# Activity
Transcribe only what runs from the line containing "The image size is (860, 484)." through the end of the listing, line for line and exactly, and omit the pictures.

# Dataset records
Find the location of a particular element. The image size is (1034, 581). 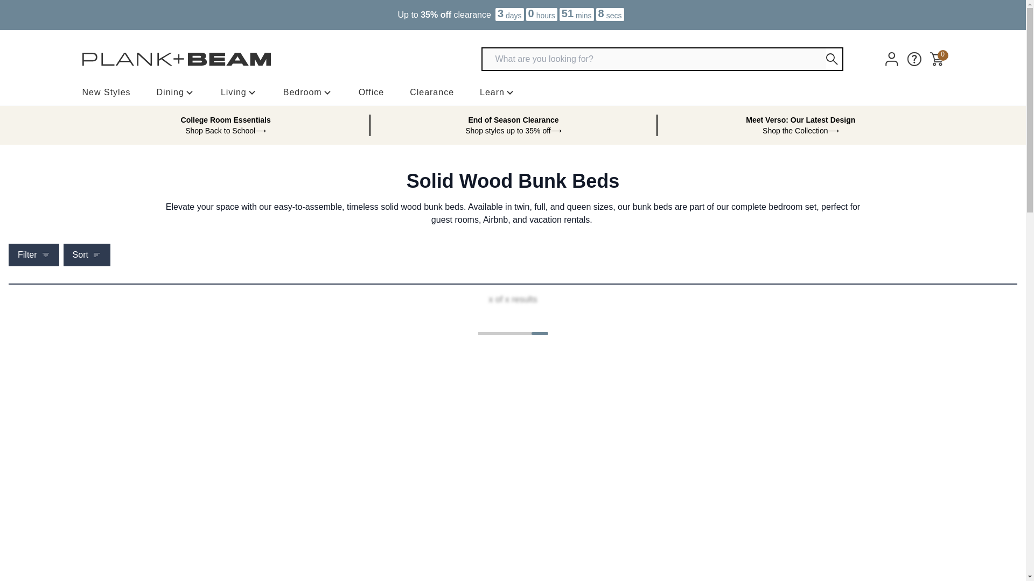

Office is located at coordinates (372, 93).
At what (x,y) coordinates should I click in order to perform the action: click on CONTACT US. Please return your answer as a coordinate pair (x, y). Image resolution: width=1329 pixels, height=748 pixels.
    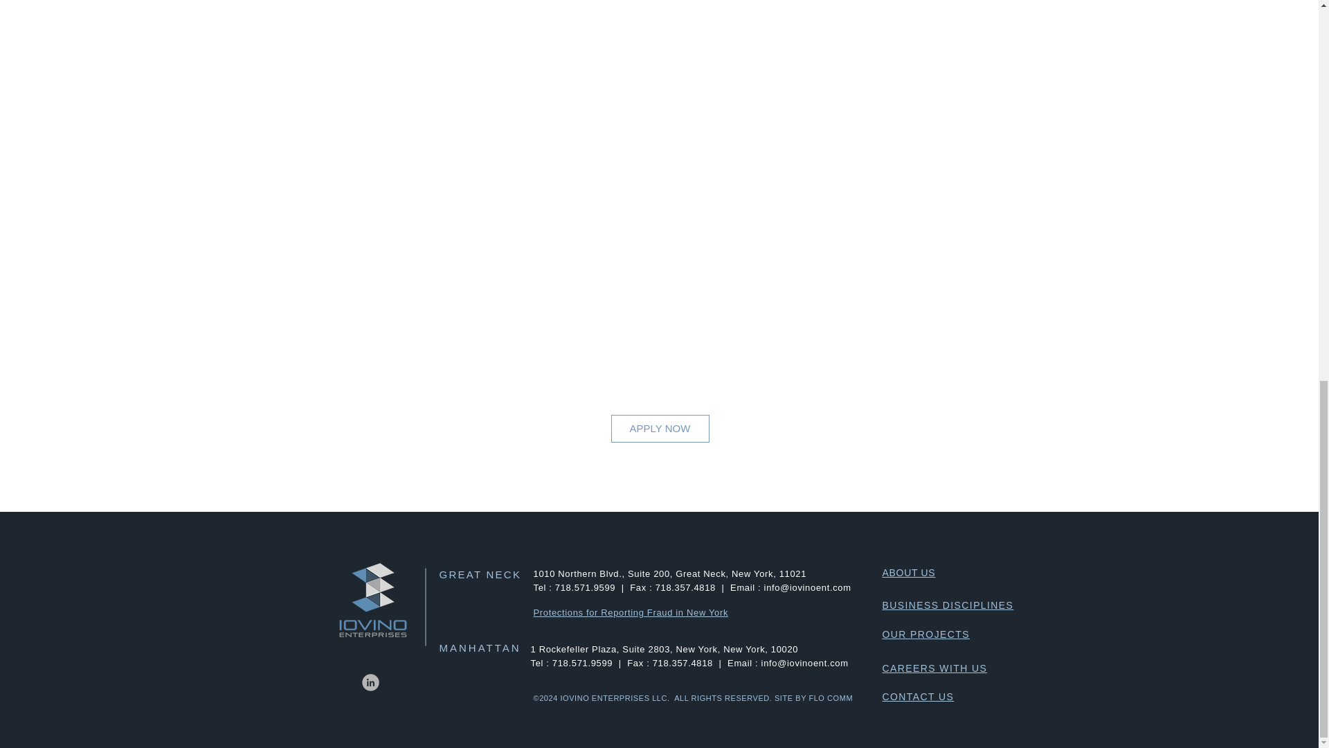
    Looking at the image, I should click on (918, 697).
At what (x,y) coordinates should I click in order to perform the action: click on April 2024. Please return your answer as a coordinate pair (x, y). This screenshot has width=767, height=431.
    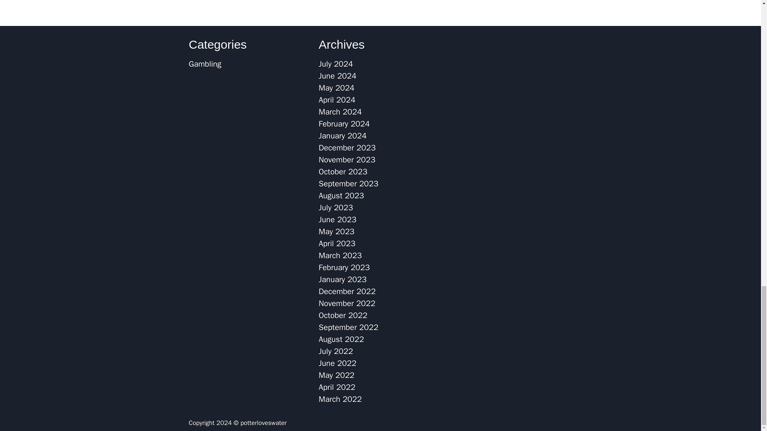
    Looking at the image, I should click on (337, 100).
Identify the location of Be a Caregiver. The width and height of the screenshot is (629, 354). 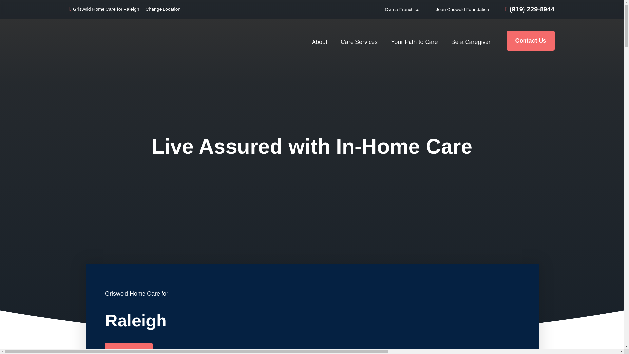
(473, 41).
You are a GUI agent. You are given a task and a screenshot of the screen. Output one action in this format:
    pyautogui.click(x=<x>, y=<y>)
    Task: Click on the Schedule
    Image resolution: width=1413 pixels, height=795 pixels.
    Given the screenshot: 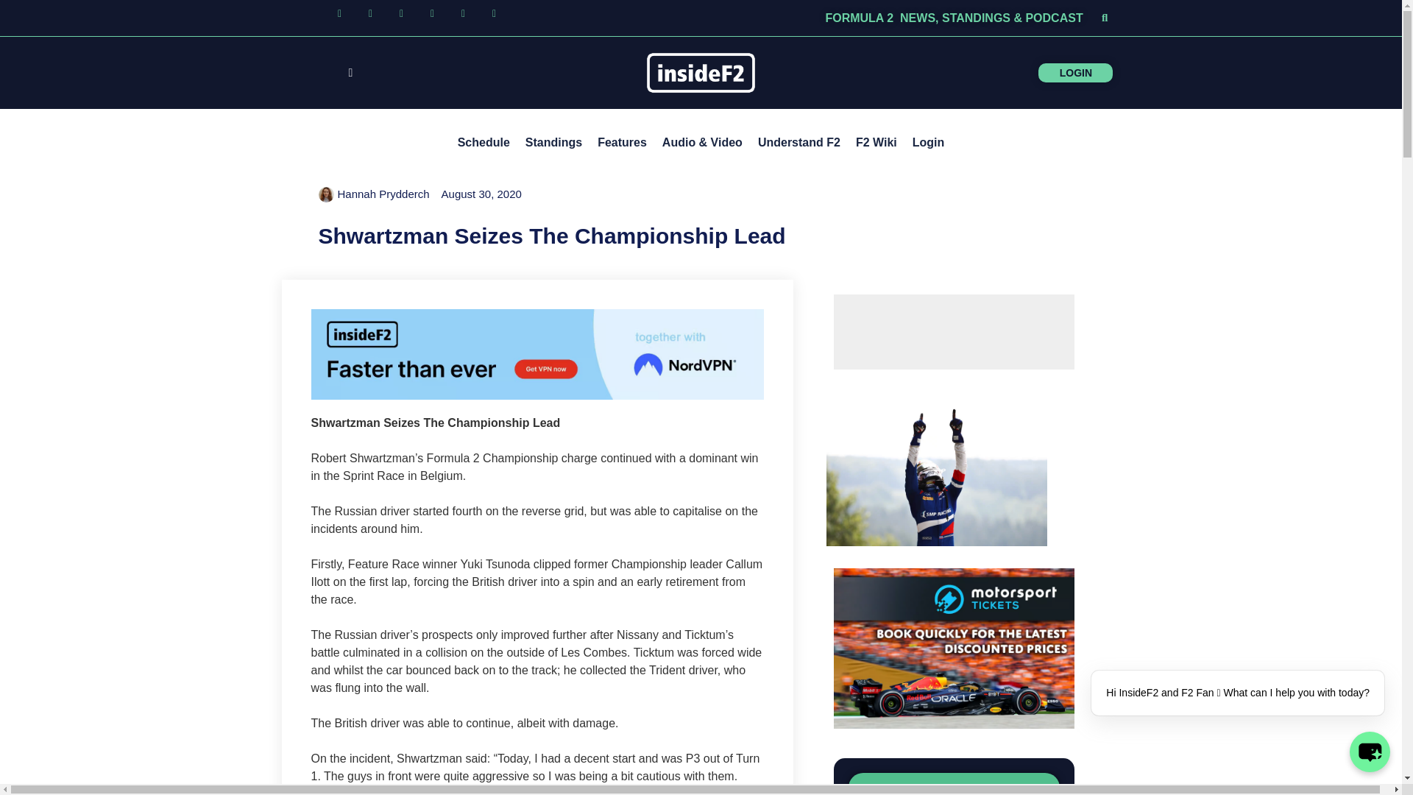 What is the action you would take?
    pyautogui.click(x=483, y=143)
    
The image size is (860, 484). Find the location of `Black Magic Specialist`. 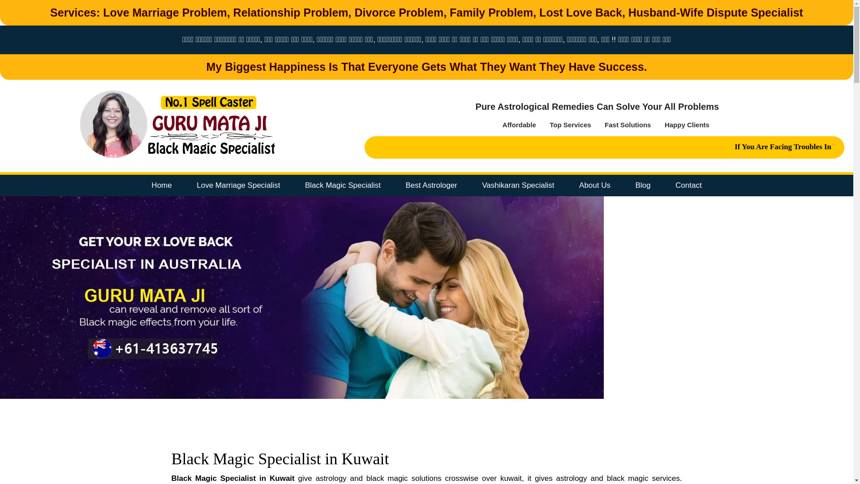

Black Magic Specialist is located at coordinates (343, 185).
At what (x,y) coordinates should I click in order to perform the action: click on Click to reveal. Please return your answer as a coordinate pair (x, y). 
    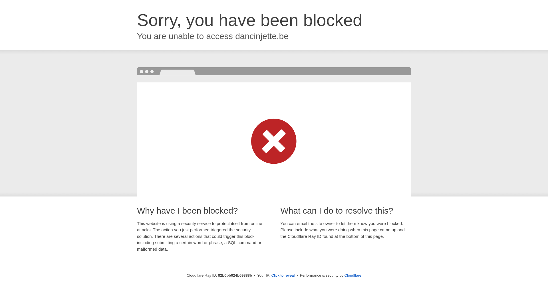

# Task answer
The image size is (860, 484). Find the location of `Black Magic Specialist`. 

Black Magic Specialist is located at coordinates (343, 185).
At what (x,y) coordinates should I click in order to perform the action: click on Click to reveal. Please return your answer as a coordinate pair (x, y). 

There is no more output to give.